Destructor role in C++ - Time & Space Complexity
We want to understand how the time cost of a destructor grows as the program runs.
Specifically, how the destructor's work changes when cleaning up objects.
Analyze the time complexity of this destructor code.
class MyClass {
std::string* data;
int size;
public:
MyClass(int n) : size(n) { data = new std::string[size]; }
~MyClass() { delete[] data; }
};
This code creates an array and the destructor frees that array when the object is destroyed.
Look at what the destructor does repeatedly.
- Primary operation: Deleting an array of size n.

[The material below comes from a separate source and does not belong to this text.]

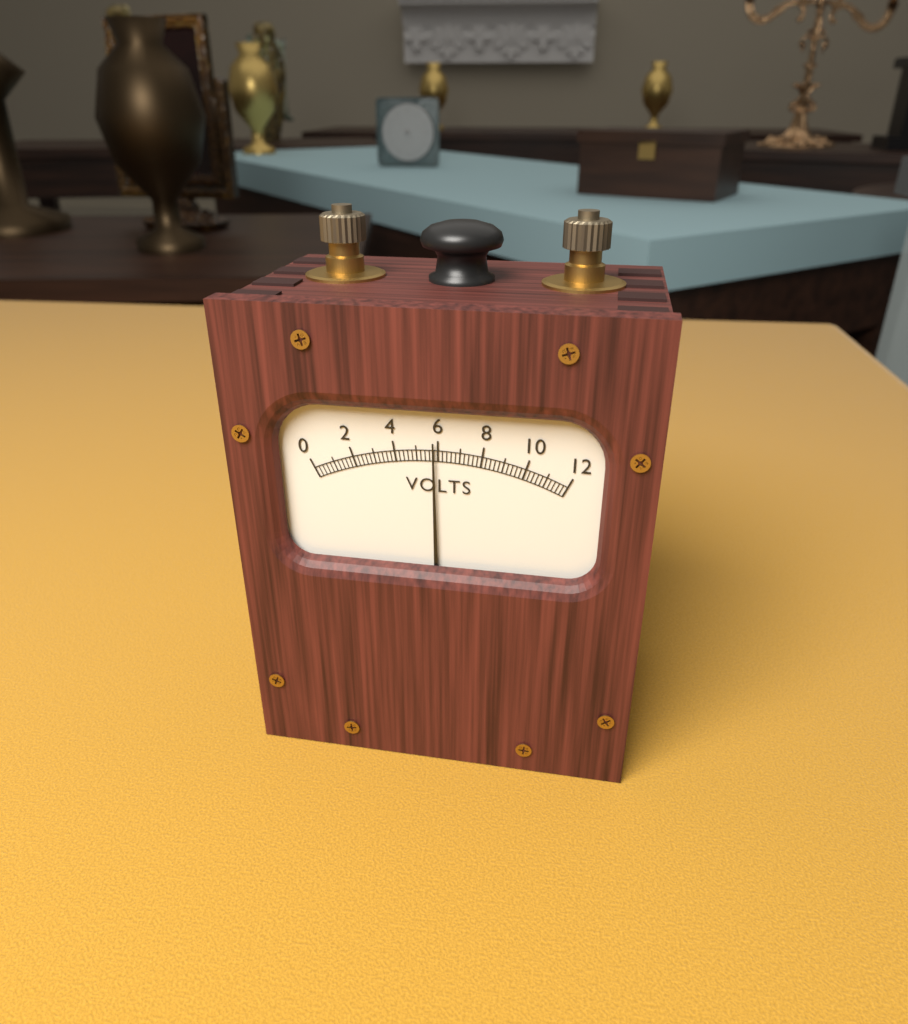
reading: 5.8 V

- How many times: Once per object destruction, but the delete[] frees all elements.
The destructor frees memory proportional to the array size.

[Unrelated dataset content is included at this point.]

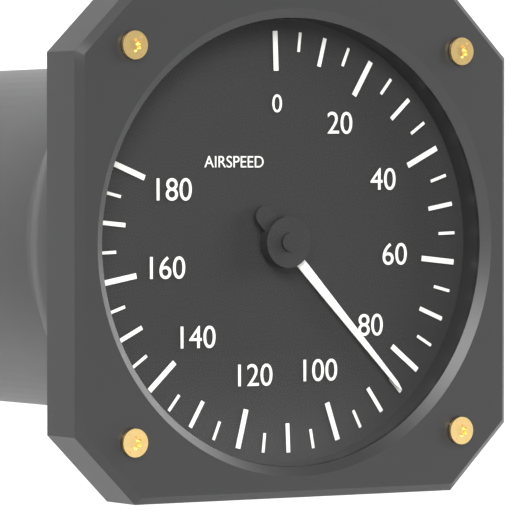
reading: 85 (no unit)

| Input Size (n) | Approx. Operations |
|---|---|
| 10 | About 10 steps to free |
| 100 | About 100 steps to free |
| 1000 | About 1000 steps to free |
Pattern observation: The work grows directly with the size of the array.
Time Complexity: O(n)
This means the destructor takes longer if the array it frees is bigger, growing in a straight line with size.
[X] Wrong: "Destructor runs instantly no matter the data size."
[OK] Correct: The destructor must free all allocated memory, so if the data is large, it takes more time.
Knowing how destructors scale helps you write efficient cleanup code and understand program performance better.
"What if the destructor also had to delete multiple arrays inside the object? How would the time complexity change?"